Au contraire, Pierre, a spider never seduces its dinner. Seduction would not even apply to the Venus Fly-trap, which only indicates an error in judgement on the part of pollenating insects. The web is well-placed alongside another's path, a point of transition, a bottleneck like a Chinook fishtrap or a cop posing as a hooker on a busy downtown intersection where one might expect a bit more authenticity. The extent of the web is the horizon of a spider's perception extending its sensation of a perturbation. The spider still must move to the vibration to enwrap and consume it. It is a joyful noise played on the spider's web of expanded consciousness. If anything, it is the fly which, albeit inadvertently, seduces the spider with an angelic pluck of the harp string! A sublime sound for the spider, a frantic wiggle for the fly.
Seduction, on the other hand, is an invitation for some mutual wiggling and not a matter of consumption at all. It is not, as Baudrillard suggests, a faux appearance for possession; it is merely an expression of receptivity. A faux appearance for possession is a sales pitch to enfavour a commodity exchange. A seductive adornment is merely an expressive emphasis, to attract another's attention, a perturbation within their perceptual horizon. A pleasant surprise. A question of extension by means of a simple redirection where a loud vocal announcement such as "Hey baby, wanna booogie?" may seem inappropriate for the situation.
There is a difference between seduction and entrapment residing in one's motivation. Hell, they don't even rhyme! The confusion is brought on by the posing of equality when we notice matching patterns. When we witness overwhelming entrapment in our own lives, we redirect to that side of the equation as par excellent or primary index of the other. Thus, in the same manner that Baudrillard cannot find an "authentic" gift (he thinks it therefore cannot exist), he says seduction is at base entrapment, jiving with social psychologists who pronounce all communication antagonistic.
Pretty quickly, half the equation disappears altogether by virtue of linear sequencing. Reductionism reduces meaning by shrinking the horizon of perception. It does not annihilate meaning, which is always a potential. From a mechanical point of view, the same muscles are engaged in seduction and entrapment. It is a matter of polysemy which gets the poet in us excited, whereas the mathemetician proclaims identity and "end of discussion". The romantically susceptible has at least a fifty percent chance of error. Over time, our own language illustrates the poetic associations of similarity without demanding linear causality: a tela 'web'; a toile 'sheer fabric'; a toilette 'bag for clothing'; a toilet 'receptacle for shit'; coming full turn back to toilette water 'perfume to cover the stink' and network telecast a 'web of lies' inviting all to serve themselves another helping of, more toil. That once just meant "the way we weave our baskets".
An after thought: By insisting on clarity, linearity and unvarying precision, mathematical distinction (definition always being a process of exclusion of what never really goes away – we just proceed to ignore it), we're set up for confusion. Consider how, to this day, we mix up the social with the political – I'm sorry, in my book they're not equivalent nor in adjectival relation (except as one negates the other) and maybe that's why they'll always be at war. Self-fulfillingly prophetic, the victories and the victims always rekindle the political (that's as well to say the economic) and everything else stays the same. But then, I don't consider language an exclusively antagonist game.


= Work task =
From the entries below, copy every line that holds the word "this".

[Figure collection entries]
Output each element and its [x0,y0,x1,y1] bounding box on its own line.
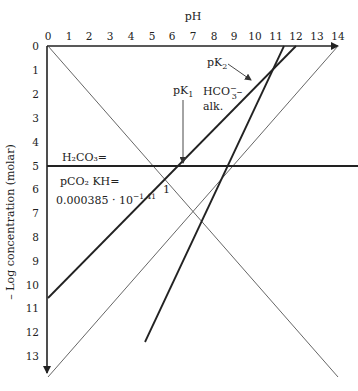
y-tick: 2 [32,88,39,100]
point-1-label: 1 [163,183,170,196]
x-tick-labels: 0 1 2 3 4 5 6 7 8 9 10 11 12 13 14 [45,30,345,42]
hco3-line [48,46,296,298]
x-tick: 14 [331,30,345,42]
y-tick: 6 [32,183,39,195]
y-tick: 1 [32,64,39,76]
y-tick: 3 [32,112,39,124]
y-tick: 7 [32,207,39,219]
x-tick: 4 [128,30,135,42]
pk2-label: pK2 [207,56,227,71]
x-tick: 8 [211,30,218,42]
x-tick: 13 [310,30,323,42]
x-tick: 11 [269,30,282,42]
pk2-arrow [228,64,251,80]
hco3-label: HCO−3– [203,84,243,101]
x-tick: 1 [66,30,73,42]
y-tick: 12 [26,326,39,338]
x-tick: 5 [149,30,156,42]
y-tick: 0 [32,40,39,52]
y-tick: 9 [32,255,39,267]
y-tick: 11 [26,302,39,314]
alk-label: alk. [203,100,223,113]
x-axis-label: pH [185,10,202,23]
x-tick: 7 [190,30,197,42]
pk1-label: pK1 [173,84,193,99]
x-tick: 3 [107,30,114,42]
x-tick: 12 [289,30,302,42]
x-tick: 9 [231,30,238,42]
y-tick: 5 [32,160,39,172]
x-tick: 6 [169,30,176,42]
y-tick: 10 [26,279,39,291]
y-tick: 8 [32,231,39,243]
y-tick-labels: 0 1 2 3 4 5 6 7 8 9 10 11 12 13 [26,40,40,362]
x-tick: 2 [86,30,93,42]
x-tick: 10 [248,30,261,42]
y-axis-label: – Log concentration (molar) [4,144,17,299]
h2co3-annotation-1: H₂CO₃= [62,151,107,164]
y-tick: 13 [26,350,39,362]
h2co3-annotation-2: pCO₂ KH= [60,175,119,188]
y-tick: 4 [32,136,39,148]
x-tick: 0 [45,30,52,42]
chart: pH 0 1 2 3 4 5 6 7 8 9 10 11 12 13 14 0 … [0,0,358,391]
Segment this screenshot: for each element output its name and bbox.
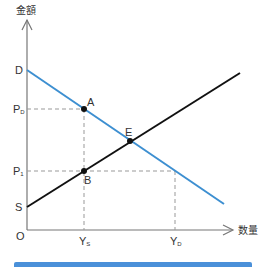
y-tick-p1: P1 — [13, 165, 24, 177]
y-tick-d: D — [15, 64, 23, 76]
y-tick-pd: PD — [13, 103, 25, 115]
x-tick-yd: YD — [170, 235, 182, 247]
x-axis-label: 数量 — [238, 224, 258, 236]
x-tick-ys: YS — [79, 235, 90, 247]
y-axis-label: 金額 — [16, 4, 36, 16]
point-e-label: E — [125, 126, 132, 138]
point-e — [127, 138, 133, 144]
y-tick-s: S — [15, 201, 22, 213]
accent-bar — [14, 262, 252, 267]
point-b-label: B — [84, 174, 91, 186]
origin-label: O — [16, 230, 25, 242]
supply-line — [27, 73, 240, 207]
point-a-label: A — [87, 96, 95, 108]
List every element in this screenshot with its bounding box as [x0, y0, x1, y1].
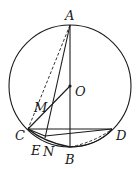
label-m: M: [33, 100, 48, 115]
label-e: E: [30, 143, 41, 158]
segment-an: [45, 25, 70, 138]
label-n: N: [42, 144, 55, 159]
segment-nd: [45, 129, 112, 136]
label-o: O: [75, 84, 86, 99]
label-a: A: [64, 8, 74, 23]
label-d: D: [115, 128, 127, 143]
point-o-dot: [68, 84, 71, 87]
geometry-diagram: A O M C D E N B: [0, 0, 138, 169]
label-b: B: [64, 152, 75, 167]
label-c: C: [15, 128, 25, 143]
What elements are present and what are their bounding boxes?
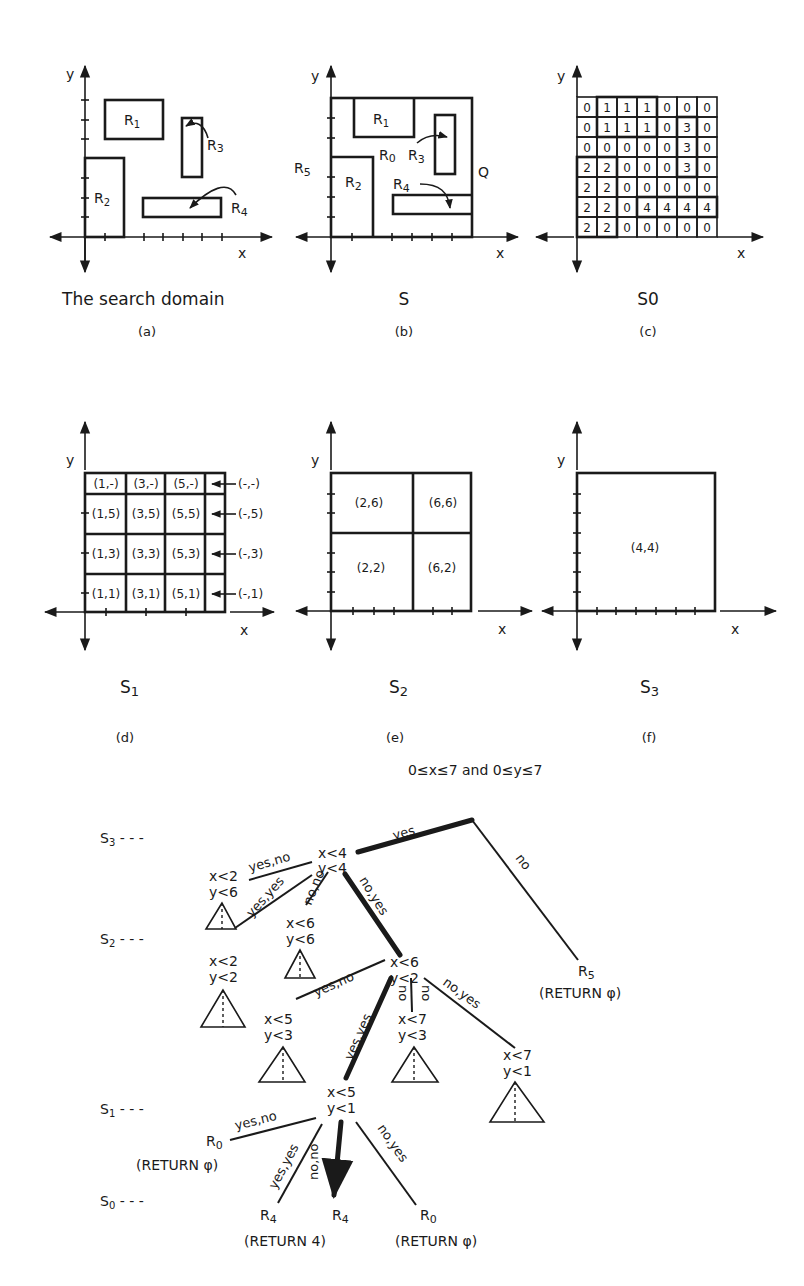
edge-label-yes-no: yes,no (247, 849, 292, 875)
s1-cell-label: (5,1) (172, 587, 200, 601)
panel-e-s2-grid: y x (2,6) (6,6) (2,2) (6,2) S2 (e) (296, 422, 532, 745)
s0-cell-value: 2 (583, 181, 591, 195)
node-n73-line1: x<7 (398, 1011, 427, 1027)
s1-boundary-label: (-,1) (238, 587, 263, 601)
s0-cell-value: 1 (643, 101, 651, 115)
leaf-r5-return: (RETURN φ) (539, 985, 621, 1001)
y-axis-label: y (311, 452, 319, 468)
region-r2-label: R2 (94, 190, 110, 208)
panel-b-sublabel: (b) (395, 324, 413, 339)
node-n71-line1: x<7 (503, 1047, 532, 1063)
s0-cell-value: 0 (663, 181, 671, 195)
s0-cell-value: 0 (703, 161, 711, 175)
panel-a-sublabel: (a) (138, 324, 156, 339)
node-n71-line2: y<1 (503, 1063, 532, 1079)
level-label-s0: S0 - - - (100, 1193, 144, 1211)
s0-cell-value: 0 (623, 221, 631, 235)
y-axis-label: y (66, 66, 74, 82)
s0-cell-value: 1 (623, 101, 631, 115)
leaf-r4-return: (RETURN 4) (244, 1233, 326, 1249)
edge-label-no-no: no,no (306, 1143, 321, 1180)
node-n53-line1: x<5 (264, 1011, 293, 1027)
region-r3 (182, 118, 202, 177)
x-axis-label: x (496, 245, 504, 261)
y-axis-label: y (311, 68, 319, 84)
region-r3-label: R3 (408, 147, 425, 166)
node-n26-line1: x<2 (209, 868, 238, 884)
s0-cell-value: 0 (703, 101, 711, 115)
subtree-triangle-icon (285, 950, 315, 978)
figure-canvas: y x R1 R2 R3 R4 The search domain (a) y … (0, 0, 804, 1286)
s0-cell-value: 4 (663, 201, 671, 215)
leaf-r0a-label: R0 (206, 1133, 223, 1152)
node-n66-line1: x<6 (286, 915, 315, 931)
edge-label-yes-no: yes,no (311, 969, 356, 1000)
node-n22-line1: x<2 (209, 953, 238, 969)
s0-cell-value: 0 (583, 101, 591, 115)
panel-c-sublabel: (c) (639, 324, 656, 339)
edge-label-yes-yes: yes,yes (341, 1011, 375, 1062)
s0-cell-value: 0 (583, 141, 591, 155)
s0-cell-value: 0 (623, 161, 631, 175)
s0-cell-value: 0 (663, 121, 671, 135)
s0-cell-value: 3 (683, 121, 691, 135)
edge-label-yes: yes (391, 823, 417, 843)
panel-a-caption: The search domain (61, 289, 225, 309)
region-r4-label: R4 (231, 200, 248, 219)
node-n66-line2: y<6 (286, 931, 315, 947)
region-r4-label: R4 (393, 176, 410, 195)
s0-cell-value: 0 (643, 221, 651, 235)
panel-c-s0-grid: y x 011100001110300000030220003022000002… (536, 66, 763, 339)
s0-cell-value: 0 (643, 181, 651, 195)
subtree-triangle-icon (201, 990, 245, 1027)
s0-cell-value: 0 (643, 141, 651, 155)
s0-cell-value: 0 (643, 161, 651, 175)
s1-cell-label: (1,5) (92, 507, 120, 521)
edge-label-no-yes: no,yes (375, 1121, 412, 1165)
leaf-r4b-label: R4 (332, 1207, 349, 1226)
region-r1-label: R1 (373, 111, 389, 129)
s0-cell-value: 2 (603, 161, 611, 175)
s0-cell-value: 1 (623, 121, 631, 135)
s1-cell-label: (3,5) (132, 507, 160, 521)
leaf-r5-label: R5 (578, 963, 595, 982)
node-n53-line2: y<3 (264, 1027, 293, 1043)
y-axis-label: y (557, 452, 565, 468)
node-n51-line2: y<1 (327, 1100, 356, 1116)
s1-cell-label: (5,3) (172, 547, 200, 561)
level-label-s2: S2 - - - (100, 931, 144, 949)
s0-cell-value: 2 (583, 161, 591, 175)
s0-cell-value: 2 (583, 201, 591, 215)
s0-cell-value: 2 (583, 221, 591, 235)
node-n62-line2: y<2 (390, 970, 419, 986)
panel-b-caption: S (399, 289, 410, 309)
region-q-label: Q (478, 164, 489, 180)
x-axis-label: x (498, 621, 506, 637)
s0-cell-value: 4 (643, 201, 651, 215)
panel-b-subdivision-s: y x R1 R2 R0 R3 R4 R5 Q S (b) (294, 66, 518, 339)
s1-cell-label: (3,3) (132, 547, 160, 561)
s1-cell-label: (5,5) (172, 507, 200, 521)
x-axis-label: x (737, 245, 745, 261)
s1-cell-labels: (1,-)(3,-)(5,-)(-,-)(1,5)(3,5)(5,5)(-,5)… (92, 477, 263, 601)
s1-cell-label: (3,-) (133, 477, 158, 491)
s0-cell-value: 0 (603, 141, 611, 155)
s2-cell-2-6: (2,6) (355, 496, 383, 510)
node-n51-line1: x<5 (327, 1084, 356, 1100)
leaf-r0b-return: (RETURN φ) (395, 1233, 477, 1249)
node-n62-line1: x<6 (390, 954, 419, 970)
level-label-s3: S3 - - - (100, 830, 144, 848)
panel-a-search-domain: y x R1 R2 R3 R4 The search domain (a) (50, 66, 272, 339)
subtree-triangle-icon (490, 1082, 544, 1122)
panel-d-s1-grid: y x (1,-)(3,-)(5,-)(-,-)(1,5)(3,5)(5,5)(… (45, 422, 274, 745)
s0-cell-value: 3 (683, 161, 691, 175)
region-r1-label: R1 (124, 112, 140, 130)
s0-cell-value: 0 (623, 181, 631, 195)
panel-f-caption: S3 (640, 677, 659, 699)
s0-cell-value: 0 (623, 201, 631, 215)
node-root-line2: y<4 (318, 860, 347, 876)
s0-cell-value: 0 (683, 181, 691, 195)
x-axis-label: x (731, 621, 739, 637)
axis-ticks (327, 494, 452, 615)
s0-cell-value: 0 (663, 141, 671, 155)
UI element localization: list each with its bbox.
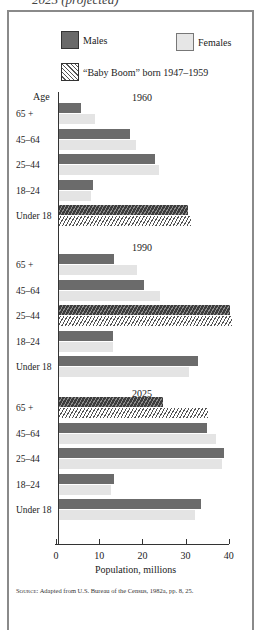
female-bar: [59, 265, 137, 275]
bar-group: 45–64: [0, 280, 263, 304]
hatched-swatch-icon: [61, 63, 79, 81]
figure-caption-top: 2025 (projected): [32, 0, 119, 8]
age-category-label: 65 +: [16, 260, 33, 270]
bar-group: 45–64: [0, 423, 263, 447]
age-category-label: 65 +: [16, 109, 33, 119]
male-bar: [59, 499, 201, 509]
female-swatch-icon: [176, 33, 194, 51]
x-tick-label: 0: [54, 550, 59, 561]
female-bar: [59, 434, 216, 444]
source-note: Source: Adapted from U.S. Bureau of the …: [16, 587, 193, 594]
x-tick: [56, 539, 57, 544]
male-bar: [59, 154, 155, 164]
y-axis-line: [58, 92, 59, 544]
bar-group: 18–24: [0, 331, 263, 355]
male-swatch-icon: [61, 31, 79, 49]
male-bar: [59, 331, 113, 341]
age-category-label: Under 18: [16, 211, 52, 221]
x-tick-label: 10: [94, 550, 104, 561]
female-bar: [59, 408, 208, 418]
female-bar: [59, 216, 191, 226]
x-tick: [142, 539, 143, 544]
age-category-label: Under 18: [16, 362, 52, 372]
female-bar: [59, 485, 111, 495]
x-tick: [229, 539, 230, 544]
source-text: Adapted from U.S. Bureau of the Census, …: [40, 587, 194, 594]
legend-females-label: Females: [198, 37, 231, 48]
female-bar: [59, 316, 232, 326]
age-category-label: 25–44: [16, 160, 40, 170]
bar-group: 65 +: [0, 254, 263, 278]
male-bar: [59, 205, 188, 215]
male-bar: [59, 280, 144, 290]
bar-group: 65 +: [0, 103, 263, 127]
female-bar: [59, 459, 222, 469]
bar-group: 25–44: [0, 154, 263, 178]
female-bar: [59, 140, 136, 150]
legend-baby-boom: “Baby Boom” born 1947–1959: [61, 63, 208, 81]
male-bar: [59, 180, 93, 190]
x-tick-label: 30: [181, 550, 191, 561]
female-bar: [59, 165, 159, 175]
age-category-label: 18–24: [16, 480, 40, 490]
female-bar: [59, 291, 160, 301]
legend-males: Males: [61, 31, 107, 49]
male-bar: [59, 448, 224, 458]
age-category-label: Under 18: [16, 505, 52, 515]
age-category-label: 18–24: [16, 337, 40, 347]
bar-group: 65 +: [0, 397, 263, 421]
bar-group: Under 18: [0, 205, 263, 229]
male-bar: [59, 397, 163, 407]
legend-females: Females: [176, 33, 231, 51]
source-prefix: Source:: [16, 587, 38, 594]
male-bar: [59, 129, 130, 139]
panel-year-1960: 1960: [132, 92, 152, 103]
bar-group: Under 18: [0, 356, 263, 380]
male-bar: [59, 254, 114, 264]
male-bar: [59, 103, 81, 113]
female-bar: [59, 510, 195, 520]
x-axis-line: [55, 544, 229, 545]
bar-group: Under 18: [0, 499, 263, 523]
x-tick: [99, 539, 100, 544]
female-bar: [59, 342, 113, 352]
x-tick-label: 20: [137, 550, 147, 561]
age-category-label: 65 +: [16, 403, 33, 413]
age-category-label: 45–64: [16, 429, 40, 439]
age-category-label: 25–44: [16, 311, 40, 321]
age-category-label: 25–44: [16, 454, 40, 464]
bar-group: 45–64: [0, 129, 263, 153]
bar-group: 25–44: [0, 305, 263, 329]
male-bar: [59, 356, 198, 366]
male-bar: [59, 474, 114, 484]
panel-year-1990: 1990: [132, 242, 152, 253]
bar-group: 18–24: [0, 474, 263, 498]
x-tick-label: 40: [224, 550, 234, 561]
legend-males-label: Males: [83, 35, 107, 46]
x-axis-label: Population, millions: [95, 564, 176, 575]
age-category-label: 18–24: [16, 186, 40, 196]
bar-group: 25–44: [0, 448, 263, 472]
female-bar: [59, 114, 95, 124]
female-bar: [59, 191, 91, 201]
male-bar: [59, 423, 207, 433]
age-category-label: 45–64: [16, 135, 40, 145]
male-bar: [59, 305, 230, 315]
bar-group: 18–24: [0, 180, 263, 204]
age-axis-header: Age: [33, 91, 50, 102]
legend-baby-boom-label: “Baby Boom” born 1947–1959: [83, 67, 208, 78]
x-tick: [186, 539, 187, 544]
female-bar: [59, 367, 189, 377]
age-category-label: 45–64: [16, 286, 40, 296]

= Exercise result =
Segment this screenshot: for each element output its name and bbox.
List every element in this screenshot with its bounding box as [x0, y0, x1, y1].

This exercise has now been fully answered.